[OPEN-ILS-DOCUMENTATION] Evergreen documentation issues
Karen Schneider
kgs at esilibrary.com
Mon May 4 15:28:15 EDT 2009
Paul, this is terrific--and spot on. Before I respond I'm wondering if you
(and anyone else) can help assemble some "pre-work" for the docs discussion
at the conference? I.e. models to look at, things to consider.
Two small clarifications:
* The EG download page has had significant improvements -- even if it needs
more -- and the login for the dev server is on the page -- see
http://evergreen-ils.org/downloads.php
* Docs now has subversion control. Admittedly, it's existed for less than a
week, but it lives. ;) But you are right, it's fundamentally empty. This is
part of the discussion for the conference.
Discussion:
Regarding the January 2009 proposal (
http://docs.google.com/Doc?id=ddzqk523_264f2vk5vpn ) ... One of the learning
curves I've had over the past six months doesn't exactly moot the January
proposal, but it does put it in perspective.
The learning curve has had a number of smaller curves.
One is that documentation won't write itself, particularly developer-level
documentation. The community is actually stepping up to do some fantastic
end-user documentation -- it could still use standardization (more of that
in the Docs discussion at the conference), but if you hunt around (and you
do need to hunt...) you'll find good stuff. I knew going in that
documentation won't write itself, but I really understand this more clearly,
and the proposal doesn't do justice to the question, how do we commit
resources to documentation development and maintenance. Dokuwiki... well...
it's almost as if we need a task force to blow it up and start over, but
that's a symptom of the higher-level problem (or lower-level if you're going
by Maslow's hierarchy).
Also, if we're going to commit to single-source documentation such as
DocBook -- and there are extremely good reasons for adopting this path, also
for discussion at the conf (though we can always go into it here) -- the
resources required are nontrivial. I've been following the DocBook project
for about five months, and worked closely with an intern, and I see now that
the proposal softballs what's involved. In fact, in the last couple of weeks
when I touched base with the DocBook community about the documentation
discussion at the conference, not one but several DocBook writers wrote to
ask me to please underscore the degree of commitment, investment, and effort
required to go this route. It's not that it isn't worth it, but we shoudl
commit to it with our eyes open.
There are other small things... such as that proposal recommends the Fedora
style guide as a model, but DocBook authors have recommended other guides
that are worth evaluating. But these are small details.
As you suggest, at least some of our "first needs" are a cross-project
functional workgroup on documentation -- not just people who might, at some
time, write some documentation, but people committed to solving the
overarching problem -- and a list of priorities, which you've really
started.
Thanks again! eg09, full steam ahead!
--
--
| Karen G. Schneider
| Community Librarian
| Equinox Software Inc. "The Evergreen Experts"
| Toll-free: 1.877.Open.ILS (1.877.673.6457) x712
| kgs at esilibrary.com
| Web: http://www.esilibrary.com
| Be a part of the Evergreen International Conference, May 20-22, 2009!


→ Work request
Reproduce the entries in full, with no changes.

[Dataset entries on figures]
______________________________

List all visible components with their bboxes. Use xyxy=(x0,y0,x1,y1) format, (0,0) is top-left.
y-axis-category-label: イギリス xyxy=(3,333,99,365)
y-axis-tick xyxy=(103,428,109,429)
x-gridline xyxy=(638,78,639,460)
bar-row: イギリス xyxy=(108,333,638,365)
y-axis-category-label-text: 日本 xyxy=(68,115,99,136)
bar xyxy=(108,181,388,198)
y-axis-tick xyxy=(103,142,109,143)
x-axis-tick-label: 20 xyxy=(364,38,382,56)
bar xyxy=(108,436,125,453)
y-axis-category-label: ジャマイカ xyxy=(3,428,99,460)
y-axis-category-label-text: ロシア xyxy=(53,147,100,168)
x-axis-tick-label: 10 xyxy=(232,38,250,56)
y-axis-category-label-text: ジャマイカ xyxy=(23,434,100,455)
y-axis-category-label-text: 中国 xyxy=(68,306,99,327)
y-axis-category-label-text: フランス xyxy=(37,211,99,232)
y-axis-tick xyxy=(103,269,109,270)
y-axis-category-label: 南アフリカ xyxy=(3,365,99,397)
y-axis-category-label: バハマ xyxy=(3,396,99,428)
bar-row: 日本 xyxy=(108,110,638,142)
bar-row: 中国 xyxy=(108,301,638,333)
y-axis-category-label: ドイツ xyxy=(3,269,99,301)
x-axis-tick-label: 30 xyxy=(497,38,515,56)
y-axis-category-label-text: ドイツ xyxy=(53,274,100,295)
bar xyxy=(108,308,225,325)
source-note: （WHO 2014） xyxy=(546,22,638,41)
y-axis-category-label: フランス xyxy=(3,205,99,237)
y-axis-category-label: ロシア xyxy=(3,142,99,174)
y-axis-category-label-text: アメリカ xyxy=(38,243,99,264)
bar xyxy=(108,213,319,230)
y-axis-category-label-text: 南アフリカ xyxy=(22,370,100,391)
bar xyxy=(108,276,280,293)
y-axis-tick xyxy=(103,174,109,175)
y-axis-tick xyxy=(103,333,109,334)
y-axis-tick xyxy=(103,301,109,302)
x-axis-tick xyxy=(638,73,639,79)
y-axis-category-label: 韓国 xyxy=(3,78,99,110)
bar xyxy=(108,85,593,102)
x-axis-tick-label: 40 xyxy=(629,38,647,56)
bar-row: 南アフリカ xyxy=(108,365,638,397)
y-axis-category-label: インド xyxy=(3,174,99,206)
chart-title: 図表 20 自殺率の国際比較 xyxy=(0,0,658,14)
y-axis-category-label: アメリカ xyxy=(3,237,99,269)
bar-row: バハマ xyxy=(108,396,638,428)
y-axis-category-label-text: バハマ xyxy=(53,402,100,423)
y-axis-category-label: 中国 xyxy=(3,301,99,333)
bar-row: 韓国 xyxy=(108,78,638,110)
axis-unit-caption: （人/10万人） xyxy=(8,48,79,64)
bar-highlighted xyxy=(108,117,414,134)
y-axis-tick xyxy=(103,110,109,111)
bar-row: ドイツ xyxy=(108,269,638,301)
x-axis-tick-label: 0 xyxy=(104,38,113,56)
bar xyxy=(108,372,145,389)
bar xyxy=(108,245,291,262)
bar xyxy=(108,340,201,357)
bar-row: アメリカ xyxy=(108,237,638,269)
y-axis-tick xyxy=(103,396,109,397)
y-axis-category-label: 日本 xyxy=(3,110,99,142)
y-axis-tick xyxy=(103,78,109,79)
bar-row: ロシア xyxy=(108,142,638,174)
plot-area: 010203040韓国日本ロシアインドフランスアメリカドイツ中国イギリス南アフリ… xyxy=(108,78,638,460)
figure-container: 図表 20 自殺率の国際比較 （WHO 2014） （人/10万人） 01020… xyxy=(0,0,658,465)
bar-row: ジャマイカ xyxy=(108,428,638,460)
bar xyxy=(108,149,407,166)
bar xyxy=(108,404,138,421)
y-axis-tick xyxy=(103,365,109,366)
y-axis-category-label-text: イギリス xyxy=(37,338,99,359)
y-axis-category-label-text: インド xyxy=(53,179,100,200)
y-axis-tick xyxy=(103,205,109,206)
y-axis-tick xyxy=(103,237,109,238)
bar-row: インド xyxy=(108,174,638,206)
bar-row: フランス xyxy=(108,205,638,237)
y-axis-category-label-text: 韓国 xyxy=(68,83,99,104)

______________________________

→ Solution below
List all visible components with their bboxes. Use xyxy=(x0,y0,x1,y1) format, (0,0) is top-left.
y-axis-category-label: イギリス xyxy=(3,333,99,365)
y-axis-tick xyxy=(103,428,109,429)
x-gridline xyxy=(638,78,639,460)
bar-row: イギリス xyxy=(108,333,638,365)
y-axis-category-label-text: 日本 xyxy=(68,115,99,136)
bar xyxy=(108,181,388,198)
y-axis-tick xyxy=(103,142,109,143)
x-axis-tick-label: 20 xyxy=(364,38,382,56)
bar xyxy=(108,436,125,453)
y-axis-category-label: ジャマイカ xyxy=(3,428,99,460)
y-axis-category-label-text: ロシア xyxy=(53,147,100,168)
x-axis-tick-label: 10 xyxy=(232,38,250,56)
y-axis-category-label-text: ジャマイカ xyxy=(23,434,100,455)
y-axis-category-label-text: 中国 xyxy=(68,306,99,327)
y-axis-category-label-text: フランス xyxy=(37,211,99,232)
y-axis-tick xyxy=(103,269,109,270)
y-axis-category-label: 南アフリカ xyxy=(3,365,99,397)
y-axis-category-label: バハマ xyxy=(3,396,99,428)
bar-row: 日本 xyxy=(108,110,638,142)
bar-row: 中国 xyxy=(108,301,638,333)
y-axis-category-label: ドイツ xyxy=(3,269,99,301)
x-axis-tick-label: 30 xyxy=(497,38,515,56)
y-axis-category-label-text: ドイツ xyxy=(53,274,100,295)
bar xyxy=(108,308,225,325)
source-note: （WHO 2014） xyxy=(546,22,638,41)
y-axis-category-label: フランス xyxy=(3,205,99,237)
y-axis-category-label: ロシア xyxy=(3,142,99,174)
y-axis-category-label-text: アメリカ xyxy=(38,243,99,264)
bar xyxy=(108,213,319,230)
y-axis-category-label-text: 南アフリカ xyxy=(22,370,100,391)
bar xyxy=(108,276,280,293)
y-axis-tick xyxy=(103,174,109,175)
y-axis-tick xyxy=(103,333,109,334)
y-axis-tick xyxy=(103,301,109,302)
x-axis-tick xyxy=(638,73,639,79)
y-axis-category-label: 韓国 xyxy=(3,78,99,110)
bar xyxy=(108,85,593,102)
x-axis-tick-label: 40 xyxy=(629,38,647,56)
bar-row: 南アフリカ xyxy=(108,365,638,397)
y-axis-category-label: インド xyxy=(3,174,99,206)
chart-title: 図表 20 自殺率の国際比較 xyxy=(0,0,658,14)
y-axis-category-label: アメリカ xyxy=(3,237,99,269)
bar-row: バハマ xyxy=(108,396,638,428)
y-axis-category-label-text: バハマ xyxy=(53,402,100,423)
y-axis-category-label: 中国 xyxy=(3,301,99,333)
bar-row: 韓国 xyxy=(108,78,638,110)
axis-unit-caption: （人/10万人） xyxy=(8,48,79,64)
bar-highlighted xyxy=(108,117,414,134)
y-axis-tick xyxy=(103,110,109,111)
bar-row: ドイツ xyxy=(108,269,638,301)
x-axis-tick-label: 0 xyxy=(104,38,113,56)
bar xyxy=(108,372,145,389)
bar xyxy=(108,245,291,262)
bar xyxy=(108,340,201,357)
bar-row: アメリカ xyxy=(108,237,638,269)
y-axis-tick xyxy=(103,396,109,397)
y-axis-category-label: 日本 xyxy=(3,110,99,142)
y-axis-tick xyxy=(103,78,109,79)
bar-row: ロシア xyxy=(108,142,638,174)
plot-area: 010203040韓国日本ロシアインドフランスアメリカドイツ中国イギリス南アフリ… xyxy=(108,78,638,460)
figure-container: 図表 20 自殺率の国際比較 （WHO 2014） （人/10万人） 01020… xyxy=(0,0,658,465)
bar-row: ジャマイカ xyxy=(108,428,638,460)
bar xyxy=(108,149,407,166)
bar xyxy=(108,404,138,421)
y-axis-tick xyxy=(103,365,109,366)
y-axis-category-label-text: イギリス xyxy=(37,338,99,359)
y-axis-category-label-text: インド xyxy=(53,179,100,200)
y-axis-tick xyxy=(103,205,109,206)
y-axis-tick xyxy=(103,237,109,238)
bar-row: インド xyxy=(108,174,638,206)
bar-row: フランス xyxy=(108,205,638,237)
y-axis-category-label-text: 韓国 xyxy=(68,83,99,104)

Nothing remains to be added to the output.